Animation gives more

On 29/02/2012 by Tarnia

Animation enters our lives daily from films, graphic titles, commercials, videogames, to music videos, advertisements and even content on ATMs. The use of animation to unpick science and nature is an area that I really appreciate amongst its many uses.

Technology is advancing everyday and at this stage we aren’t just told information, information is played out and projected in front of us. Undiscovered facts and microscopic particles come to life in a previously impossible way allowing them to become part of our experiences on a more individual and personal level – almost giving us something to take away and keep as our own memory.

Because of technology, the quality of cameras , the possibilities of animation software employed by skilled animators, we now experience information rather than just read or watch it. An example of this is within nature programs such as Frozen Planet where the use of time-lapse animation allows the viewer to see every precise stage and development of a snowflake. This is something we would never have been able to see if not for its animated projection breaking down each stage of the snowflakes formation.

Watch the animation of a cell and TED talk from David Bolinsky here.

In his talk, David Bolinsky animates a cell that, without the visual aid of animation is something near impossible to depict in such detail, accuracy and visual imagination. The use of animation again captures something we would otherwise be unable to see. It represents the visual simulation of a cell in advanced depth, scale and dimension.

Animation is used in this educational way providing a fuller understanding of such topics as cells, particles, the human body, animals, habitats, and environments as though we are seeing the subject first hand, minus the camera lens and in real time. The information not only becomes three dimensional, contextualised and in some cases a lot more real, it becomes a whole new experience in itself.

Many creative people think in images and demonstrating and representing information through in-depth moving diagrams and animated sequences like this, is something I find a great luxury to be able to view. It opens up areas of incomprehensible information to a wider audience providing greater mass understanding in who we are, where we come from and how the world around us works. In this way, I‘m glad that animation makes information accessible.

Animation has many functions and is depended on in a variety of fields – commercial, creative, educational and all the bits in between. It demands a high skill set and is one of the only artforms with huge adaptability in terms of how and in what way it functions. Animation proved itself a long time ago and for these initial reasons I wonder why experimental artists animation is continuously questioned against other artforms and why there is such a lack of funding to artists flourishing in, and organisations supporting, this strangely neglected area within the art world.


The response should hold each line from the entries below where "will" is found.

====== DATASET RECORDS ======

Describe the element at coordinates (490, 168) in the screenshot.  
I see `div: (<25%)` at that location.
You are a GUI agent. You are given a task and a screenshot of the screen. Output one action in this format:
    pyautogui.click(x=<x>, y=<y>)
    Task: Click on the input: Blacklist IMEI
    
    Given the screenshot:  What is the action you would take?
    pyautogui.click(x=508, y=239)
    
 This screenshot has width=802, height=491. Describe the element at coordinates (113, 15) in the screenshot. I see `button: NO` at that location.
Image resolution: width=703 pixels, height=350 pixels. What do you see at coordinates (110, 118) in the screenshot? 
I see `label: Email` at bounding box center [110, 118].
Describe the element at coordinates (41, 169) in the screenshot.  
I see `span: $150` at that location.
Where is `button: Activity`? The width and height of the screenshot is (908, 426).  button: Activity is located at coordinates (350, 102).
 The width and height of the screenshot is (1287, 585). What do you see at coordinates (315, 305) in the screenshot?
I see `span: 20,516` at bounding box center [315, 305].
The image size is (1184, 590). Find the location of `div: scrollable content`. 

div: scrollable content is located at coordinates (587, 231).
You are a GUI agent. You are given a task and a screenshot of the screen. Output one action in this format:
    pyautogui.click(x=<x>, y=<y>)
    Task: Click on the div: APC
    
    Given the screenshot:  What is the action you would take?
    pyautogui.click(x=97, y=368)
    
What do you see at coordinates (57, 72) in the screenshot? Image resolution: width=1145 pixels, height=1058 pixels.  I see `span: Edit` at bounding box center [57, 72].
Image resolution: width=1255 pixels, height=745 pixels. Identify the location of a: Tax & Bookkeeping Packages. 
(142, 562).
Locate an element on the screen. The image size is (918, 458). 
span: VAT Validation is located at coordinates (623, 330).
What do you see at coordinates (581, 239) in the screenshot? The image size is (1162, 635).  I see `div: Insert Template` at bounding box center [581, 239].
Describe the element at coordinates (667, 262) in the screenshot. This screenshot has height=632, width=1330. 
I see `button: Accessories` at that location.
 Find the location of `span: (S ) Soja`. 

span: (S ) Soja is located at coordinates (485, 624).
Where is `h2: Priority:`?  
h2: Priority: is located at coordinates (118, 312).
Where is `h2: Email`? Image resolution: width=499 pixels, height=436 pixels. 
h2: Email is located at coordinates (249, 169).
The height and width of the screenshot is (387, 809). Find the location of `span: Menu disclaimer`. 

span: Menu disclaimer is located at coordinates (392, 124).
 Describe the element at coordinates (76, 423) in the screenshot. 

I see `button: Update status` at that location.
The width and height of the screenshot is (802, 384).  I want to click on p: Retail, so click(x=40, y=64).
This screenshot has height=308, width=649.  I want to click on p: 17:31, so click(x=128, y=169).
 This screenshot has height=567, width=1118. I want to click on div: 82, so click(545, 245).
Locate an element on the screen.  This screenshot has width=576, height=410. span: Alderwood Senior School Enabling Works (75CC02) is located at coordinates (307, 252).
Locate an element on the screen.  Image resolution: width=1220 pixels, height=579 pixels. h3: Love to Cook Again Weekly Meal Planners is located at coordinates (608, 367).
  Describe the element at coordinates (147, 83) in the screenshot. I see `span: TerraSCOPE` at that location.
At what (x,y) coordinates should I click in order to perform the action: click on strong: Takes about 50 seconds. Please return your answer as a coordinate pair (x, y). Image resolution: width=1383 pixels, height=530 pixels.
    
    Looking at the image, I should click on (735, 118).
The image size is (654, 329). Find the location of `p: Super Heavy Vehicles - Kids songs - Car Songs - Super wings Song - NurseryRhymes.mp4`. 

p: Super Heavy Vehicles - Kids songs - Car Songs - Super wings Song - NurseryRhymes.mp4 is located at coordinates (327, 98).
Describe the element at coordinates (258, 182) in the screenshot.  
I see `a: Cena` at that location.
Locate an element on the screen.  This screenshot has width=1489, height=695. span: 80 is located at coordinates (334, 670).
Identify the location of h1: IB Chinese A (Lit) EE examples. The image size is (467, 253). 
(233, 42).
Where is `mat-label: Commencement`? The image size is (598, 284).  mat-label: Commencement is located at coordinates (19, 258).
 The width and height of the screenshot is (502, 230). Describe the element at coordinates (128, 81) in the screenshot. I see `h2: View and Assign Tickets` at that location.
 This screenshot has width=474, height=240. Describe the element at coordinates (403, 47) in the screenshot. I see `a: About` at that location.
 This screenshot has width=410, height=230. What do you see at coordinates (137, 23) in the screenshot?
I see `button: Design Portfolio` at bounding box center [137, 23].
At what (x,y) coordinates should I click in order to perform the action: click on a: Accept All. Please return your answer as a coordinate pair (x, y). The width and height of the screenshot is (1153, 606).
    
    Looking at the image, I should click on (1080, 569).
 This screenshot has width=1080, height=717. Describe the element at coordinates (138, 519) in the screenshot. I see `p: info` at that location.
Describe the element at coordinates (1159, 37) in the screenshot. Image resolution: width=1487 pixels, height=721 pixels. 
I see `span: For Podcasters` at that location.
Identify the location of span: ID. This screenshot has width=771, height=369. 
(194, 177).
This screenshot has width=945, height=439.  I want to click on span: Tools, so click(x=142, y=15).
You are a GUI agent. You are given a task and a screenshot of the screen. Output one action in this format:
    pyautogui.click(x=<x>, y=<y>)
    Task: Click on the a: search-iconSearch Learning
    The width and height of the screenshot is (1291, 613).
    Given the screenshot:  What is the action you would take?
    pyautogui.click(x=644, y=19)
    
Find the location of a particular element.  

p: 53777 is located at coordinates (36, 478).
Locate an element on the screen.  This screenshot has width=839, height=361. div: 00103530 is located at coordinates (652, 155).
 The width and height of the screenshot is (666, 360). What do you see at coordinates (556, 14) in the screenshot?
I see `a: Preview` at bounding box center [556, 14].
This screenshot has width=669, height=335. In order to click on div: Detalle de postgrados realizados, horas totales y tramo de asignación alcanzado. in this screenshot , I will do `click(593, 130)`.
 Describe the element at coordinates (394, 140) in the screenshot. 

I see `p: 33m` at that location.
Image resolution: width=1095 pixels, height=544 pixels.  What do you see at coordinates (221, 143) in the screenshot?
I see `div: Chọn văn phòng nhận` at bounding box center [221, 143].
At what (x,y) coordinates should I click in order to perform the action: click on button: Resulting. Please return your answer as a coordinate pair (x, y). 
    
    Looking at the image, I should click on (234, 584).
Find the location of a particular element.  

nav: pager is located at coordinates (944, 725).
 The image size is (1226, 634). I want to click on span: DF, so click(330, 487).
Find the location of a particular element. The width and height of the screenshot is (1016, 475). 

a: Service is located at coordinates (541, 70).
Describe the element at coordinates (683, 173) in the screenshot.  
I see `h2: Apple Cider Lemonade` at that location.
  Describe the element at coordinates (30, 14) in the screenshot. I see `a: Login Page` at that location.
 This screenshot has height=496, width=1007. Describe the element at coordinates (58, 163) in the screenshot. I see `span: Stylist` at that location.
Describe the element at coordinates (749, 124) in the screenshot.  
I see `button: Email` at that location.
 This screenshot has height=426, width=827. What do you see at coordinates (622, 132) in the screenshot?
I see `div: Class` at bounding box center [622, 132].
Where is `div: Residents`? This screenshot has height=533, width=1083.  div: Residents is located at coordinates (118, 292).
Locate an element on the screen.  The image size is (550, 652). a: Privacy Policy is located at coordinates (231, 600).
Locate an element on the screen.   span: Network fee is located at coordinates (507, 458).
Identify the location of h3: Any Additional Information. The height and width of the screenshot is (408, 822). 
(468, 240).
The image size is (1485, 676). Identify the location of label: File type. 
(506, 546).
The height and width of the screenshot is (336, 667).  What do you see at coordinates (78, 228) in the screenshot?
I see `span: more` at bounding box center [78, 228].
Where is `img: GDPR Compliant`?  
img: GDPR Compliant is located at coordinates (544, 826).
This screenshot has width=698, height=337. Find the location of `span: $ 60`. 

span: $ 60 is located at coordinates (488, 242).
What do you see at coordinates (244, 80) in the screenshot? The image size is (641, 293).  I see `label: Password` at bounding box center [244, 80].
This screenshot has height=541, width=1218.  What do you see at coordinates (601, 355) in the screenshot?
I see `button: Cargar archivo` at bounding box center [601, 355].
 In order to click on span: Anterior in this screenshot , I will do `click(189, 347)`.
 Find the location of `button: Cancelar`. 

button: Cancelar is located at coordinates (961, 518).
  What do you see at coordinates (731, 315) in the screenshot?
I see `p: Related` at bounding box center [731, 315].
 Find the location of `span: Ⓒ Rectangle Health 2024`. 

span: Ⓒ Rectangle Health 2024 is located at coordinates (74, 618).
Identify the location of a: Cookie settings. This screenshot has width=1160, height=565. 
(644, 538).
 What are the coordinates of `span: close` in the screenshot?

======

[WRITTEN ANSWER]
This screenshot has width=669, height=335. In order to click on div: Detalle de postgrados realizados, horas totales y tramo de asignación alcanzado. in this screenshot , I will do `click(593, 130)`.
 In order to click on span: Anterior in this screenshot , I will do `click(189, 347)`.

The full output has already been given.